Incidents should be scheduled within 24 hours or two business days of incident resolution. Keep the following in mind when scheduling the meeting:
- Who is required to attend the postmortem?
- Incident commander and people actively involved in incident response.
- A representative from each team that is likely to have action items assigned.
- Postmortems should be given schedule priority by everyone required to participate. Meetings should be postponed or continued when all required participants are unable to attend or remain in the meeting.
- Who should be invited to attend the postmortem?
- At a minimum, the engineering and operations teams.
- The entire company is welcome but they won't know about the postmortem if you don't invite them so consider doing so.
- The public - in some instances it is appropriate to open a postmortem to the public. Hold the postmortem via a Google Hangout or open Zoom.
In some cases the Incident Commander (IC) might determine that a PM meeting for
the incident isn't needed. If the IC decides to waive the meeting please
replace the Meeting
section with a note indicating the meeting has been waived
(example: Meeting waived: Jane Doe
)
In general meetings should be recorded to enable anyone not present to gain the context of the meeting. Add a link to the recording at the end of this document. If a meeting isn't recorded add a statement for why it wasn't recorded.
- This is a blameless Post Mortem.
- We will not focus on the past events as they pertain to "could've", "should've", etc.
- All follow up action items will be assigned to a team/individual before the end of the meeting. If the item is not going to be top priority leaving the meeting, don't make it a follow up item.
Short explanation of the issue (1 or 2 sentences)
Please note the time to detect and time to resolve and add to the incidents list
Timeline of events, including exact duration of downtime. The timeline should be in chronological order, showing what happened when, but it should also explain what the team knew at the time.
For example, someone deploys a bad build that triggers an alert, but no one initially realizes this is what happened.

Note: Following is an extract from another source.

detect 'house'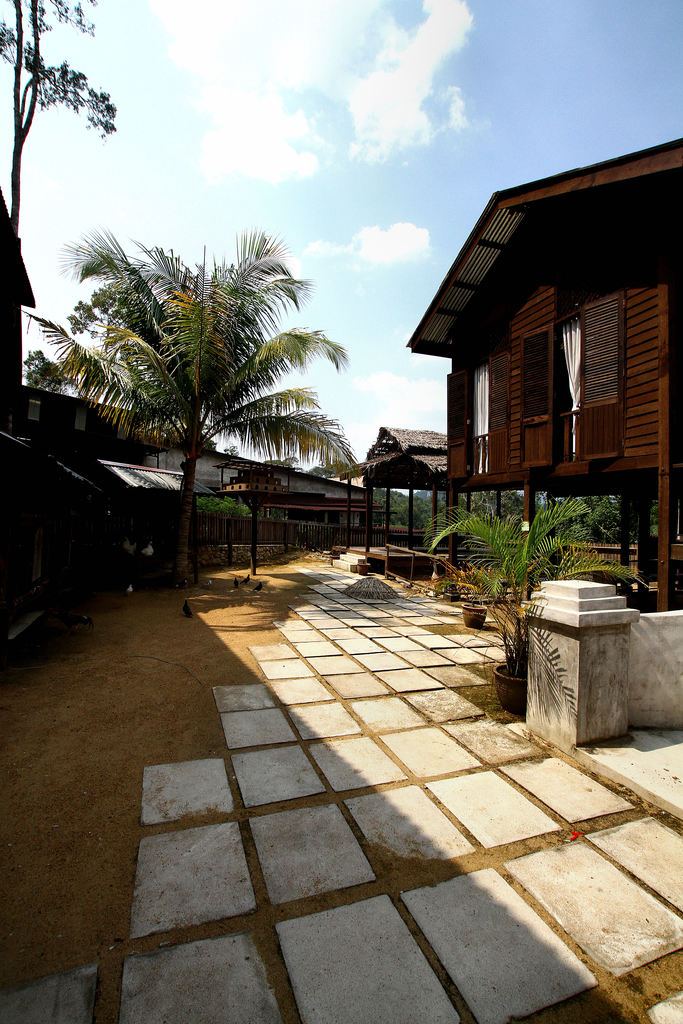
region(388, 97, 682, 672)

The timeline should list first that the bad build was deployed, but that the oncall person was not aware of this at the time it occurred. Later the timeline might list an event where the oncall person becomes aware this is the case.
To facilitate future discussion, it's helpful to include the person who performed an action or identified a contributing factor within the timeline.
All timestamps in the timeline should be in a single timezone, and the timezone should be noted at the beginning of the timeline. 24-hour UTC is preferred whenever possible.
(all times UTC)
- 13:35: John Doe (JD) delivers the pending MyFace change.
- 13:36: Mark Anyperson (MA) receives a PagerDuty alert indicating failure of the MyFace app.
- 13:38: MA finds the MyFace change performed by JD and contacts him via Slack.
- 13:40: Incident declared by MA. Zoom started.
The time to detect the issue and time to resolve should be clearly documented and caputured below.
- **Time to detect -
- **Time to resolve -
Technical explanation of the issue. Should define the contributing factor(s) and why it's an issue.
What specific steps and actions were taken to stabilize the issue. This does not always entail a "fix" as further actions should be listed under "corrective actions"
What was the impact of the incident. This should include the total duration of the outage if applicable.
Action items going forward to fix the issue and reduce chance of contributing factors being an issue.
This MUST include owners/teams assigned to these actions to see them through, and have an issue tracked in this repository (or otherwise linked to external team kanban/issue tracker).
Place the recording once ready in the Engineering Incidents folder on Drive, and then link to the recording.
Ensure the incident name and the date the postmortem was held are part of the filename for the recording so it is easy to find.